The Lord is trying to make it abundantly clear to us through the life of Moses that the deliverance of His people and the nations of the world is going to come from Him. It is all of Him and by Him. We are going to be used as instruments in the deliverance of God’s people, but we must understand that it is by His Spirit and not by the reason of our education or political influence. It is important to remember that Moses was a prince in Egypt. He was the adopted son of a queen, and at 40 years old, he was the man who would be king and wielded great political power in the court of Pharaoh. Moses knew the kind of power that he had, and he knew that God had chosen him as the instrument to bring deliverance to his people. But he did not understand that God does not save by sword or spear, but by His Spirit.
God orchestrated the incident that drove Moses out of Egypt to the Midian desert to teach him (and us) that He does not depend on man’s ability and political position to deliver his people. We, in this present generation, must ponder on this. May the Lord God grant us understanding in these things.
So, after completing the first of the three phases of his life, each forty years in length, Moses left Egypt, according to the plan of God, and went into the desert of Midian to be trained for the ministry ahead of him. He had to go there to learn a different lesson. It was part of the “making of the man of God.”
Here is the account the Holy Ghost gave through the apostle Paul in the letter to the Hebrews:
By faith Moses, when he was come to years, refused to be called the son of Pharaoh’s daughter; Choosing rather to suffer affliction with the people of God, than to enjoy the pleasures of sin for a season; Esteeming the reproach of Christ greater riches than the treasures in Egypt: for he had respect unto the recompense of the reward.
By faith he forsook Egypt, not fearing the wrath of the king: for he endured, as seeing him who is invisible. Through faith he kept the Passover, and the sprinkling of blood, lest he that destroyed the firstborn should touch them (Heb 11:24-28).
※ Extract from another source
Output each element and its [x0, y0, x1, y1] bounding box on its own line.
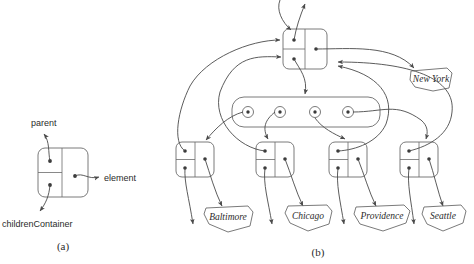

Out of the king’s palace to the desert; there Moses would learn the art of being a shepherd. There he would learn brokenness and lose the superman-superpower attitude he acquired from his upbringing in the palace. There he would become weak, empty, and less self-reliant than he once was. And then, in his emptiness, God would fill him, and in his weakness, the Almighty would become the strength of his life. It was this transformation that would make Moses into a man of God, ready to be sent to Egypt to bring deliverance to the people of God.